Another early-morning motivator is the fact that I’m literally 100% Gaelic according to DNA tests and all that. I have absolutely no genetic preparation for running in the Texas heat or — God forbid — under the summer sun after 9 or 10a.  I would die.  I am so humbled and impressed by people who are out there logging miles at 10a or 2p let alone those TR crazies who are out there for the summer Tues 6p work-outs — I might have a heat stroke just even thinking about that.

Do you have any races or goals that you’re working towards in 2023?

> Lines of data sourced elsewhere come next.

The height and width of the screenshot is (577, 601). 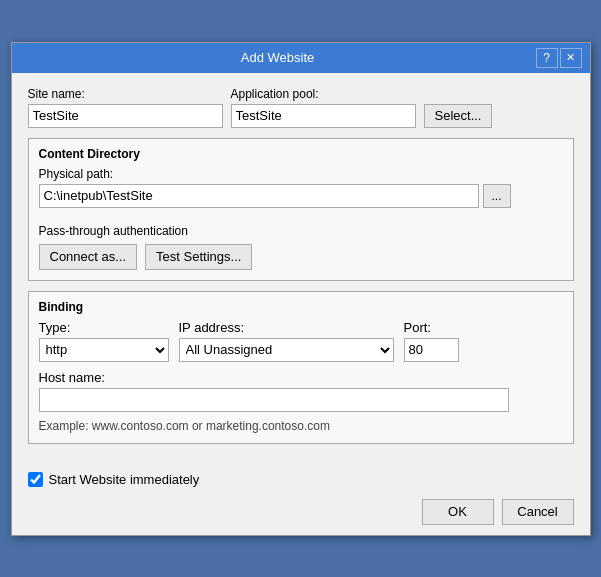 What do you see at coordinates (559, 58) in the screenshot?
I see `title-bar-controls: ? ✕` at bounding box center [559, 58]. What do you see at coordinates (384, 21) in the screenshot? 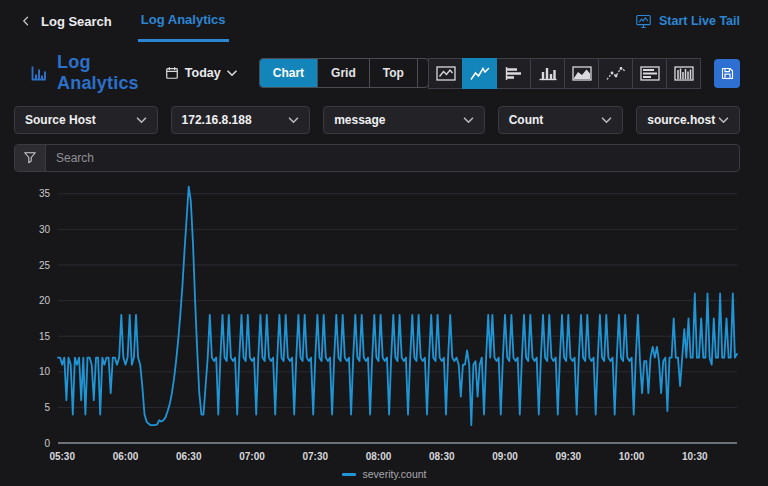
I see `top-bar: Log Search Log Analytics Start Live Tail` at bounding box center [384, 21].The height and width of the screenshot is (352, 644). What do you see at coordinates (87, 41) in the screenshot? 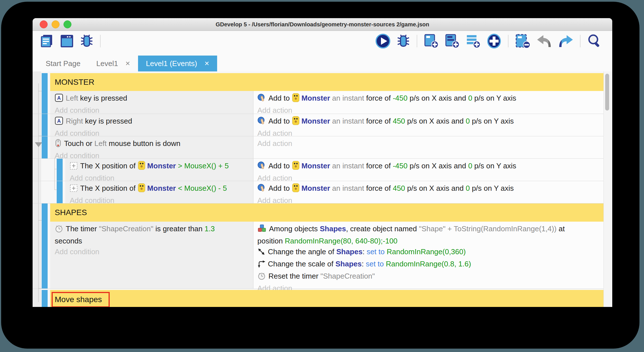
I see `debug-button` at bounding box center [87, 41].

I have some serious unfinished business at January 2024 Bandera 100K. My January 2023 Bandera 100K (which would’ve been my second Bandera 100K) was blown up by catching some horrible stomach bug 3 days before the race — I had to bow out. That was and honestly has been a difficult mental challenge during this year 2023; it really challenged my running philosophy and thought process and again made me more process-grounded than race-focused. Being honest, I will not meet my goal of completing a Western States qualifier race in 2023 — work/family logistics and my lack of heat/altitude tolerance for summer races has precluded this, so it turned out to be a bum year for getting my WS raffle ticket. I’m thinking my first 100-mile “experiment” will be in early 2025, and I will rely heavily on the advice and experience of others to make this happen.

What advice would you give people who are new to running and want to join a group?

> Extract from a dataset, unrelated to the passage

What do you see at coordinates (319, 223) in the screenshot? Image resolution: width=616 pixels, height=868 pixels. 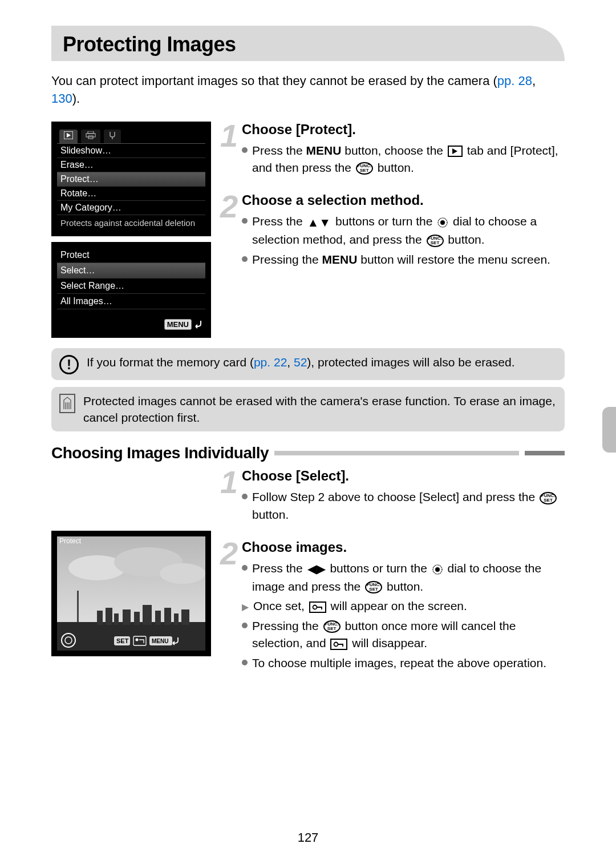 I see `up-down-icon: ▲▼` at bounding box center [319, 223].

Well, first of all, if you live in Austin you should obviously join Trail Roots because that is where you will find the coolest, most accepting, friendly, and very broadest range of runners and running ability anywhere in Austin. And by the way, I must mention that this all starts at the top. Erik has created a culture in Trail Roots that values newcomers, celebrates people’s diverse motivations and accomplishments, and — my being a Gen X curmudgeon, I don’t use this overused term lightly — has created a supportive “community” where people can make connections and find people to run with and train with who the have all sorts of things in common with — not just running-related.

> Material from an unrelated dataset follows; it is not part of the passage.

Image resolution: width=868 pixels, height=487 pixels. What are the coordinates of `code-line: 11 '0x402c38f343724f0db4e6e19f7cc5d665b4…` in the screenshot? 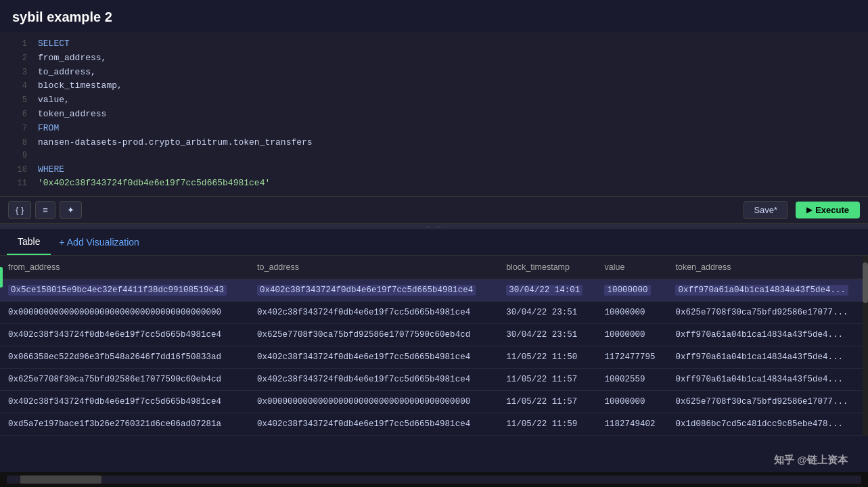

Secondly, I think running in a group is quite interesting because it makes you realize what your inherent strengths and weaknesses are. That is incredibly informative, because in a vacuum I think we all tend to train to our strengths, not our weaknesses. And it’s much harder mental and physical work to train to weaknesses than strengths. Case in point, I can run fast 400s and kill Marshes work-outs, but I am on the struggle bus in any of the Tempo runs and on flats. So over the years, seeing this comparison in group run format has informed me to work more on steadily increasing my aerobic base and flats efficiency than is naturally interesting or an inclination to me. And I work less on power-running up or down hills and the like, because I know at mile 40 I have that in the bank when I need it. But by comparison to other ultra-runners, I slow to an absolute crawl on the flats.  It’s all a moving target.

Lastly and probably most importantly, you get to make connections with people whom you find out are as crazy or crazier that you!  It is all very humbling and at the same time motivating.  I have always said that I’m a soccer player by trade, and a trail runner by habit and circumstance. But as the recent years roll by, I’m becoming less and less certain of this every year.